So how do you reward a master criminal enterprise that was allowed to flourish all across the country?
Well, attorney generals from 49 states sign an agreement where the masters of the enterprise agree to pay them a few dollars….and at least one attorney general rewards the criminal enterprises with their very own court system!
If you can handle the taste of your own vomit, have a little read of this REPORT FROM THE TRENCHES:
Miami-Dade started rocket foreclosure trials (one minute for uncontested cases and five minutes for contested cases) several months ago. They have now begun in Palm Beach County and will soon start in Broward. I’m sure other counties will soon fall in line.
This is a ruthless and efficient process to clear the docket of foreclosure cases, most grievously, funded by our work–part of Florida’s take of the foreclosure fraud settlement.
I went to observe on Tuesday. About seventy trials were dispensed, all ending with a judgment and a sale date, in about an hour. Several families were there, begging for justice. Several foreclosure defense attorneys were there, and informed by the judge (retired due to aging out of judgeship per FL constitutional age limit and now back in the foreclosure senior judge employment program – my term), that they had to speed it up. BoA robowitness could not answer any basic questions, had never processed a payment, had never supervised payment processing, and had only a rudimentary working knowledge of anything beyond what the printout from the servicer showed was owed. Usually, this sort of fact witness would be disqualified but the judge overruled any attempt to have his testimony thrown out.

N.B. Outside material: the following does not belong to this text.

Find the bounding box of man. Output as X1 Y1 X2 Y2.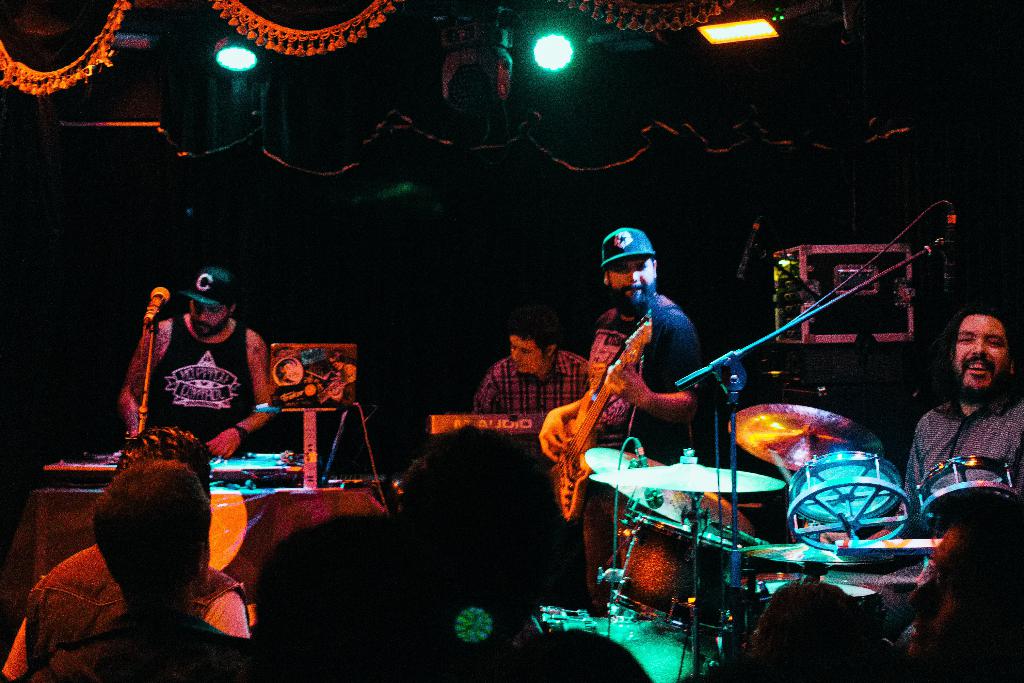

One case in particular was a 2007 American Brokers Conduit – Fannie Mae mortgage, serviced first by Countywide (the AS4000 system record debacle) and then by BAC Home Loans and finally by BOA. The senior homeowners, one a disabled vet, were paying the fixed rate mortgage payment of $1,855 on time and in full each month for a year when Countrywide force placed a $10,000 hazard insurance policy on the home despite the fact that they had their own policy. They then jacked up the rate to $2,650 each month, which the homeowners paid while trying to straighten out the insurance issue. Then, in early 2009, the homeowners received a letter stating that their recent payment of $2,600 had been received and processed but that their payment was now $4,500 and all future payments that were less than that amount would be refused. The homeowners continued paying $2,650 for many months after receiving that letter and those payments were cashed and processed. They continued to try to resolve the FPI issue and there is a series of confusing transactions on the payment history; credits and charges. Finally, in mid-2009, payments were refused. The homeowners continued to try to resolve the problem.
Foreclosure lawsuit initiated in March 2010. The couple were shocked but remained sure they could get this wrong addressed and reversed. They tried pro-se up until the last minute.
The note has magically appearing endorsements (see below). There are publicly available depositions of two of the signers on the endorsements exposing fraud and fabrication of their signatures and/or signature stamps. The assignment of mortgage was executed by an attorney at Marshall Watson mill, which was sanctioned by the FL AG, and was also recently shut down by the Bar (they simply changed their name and didn’t skip a beat).
The judge didn’t want to hear about any of this, cut off the foreclosure defense attorney and told him to go out of the courtroom, call his clients and tell them that the judge is going to grant the foreclosure.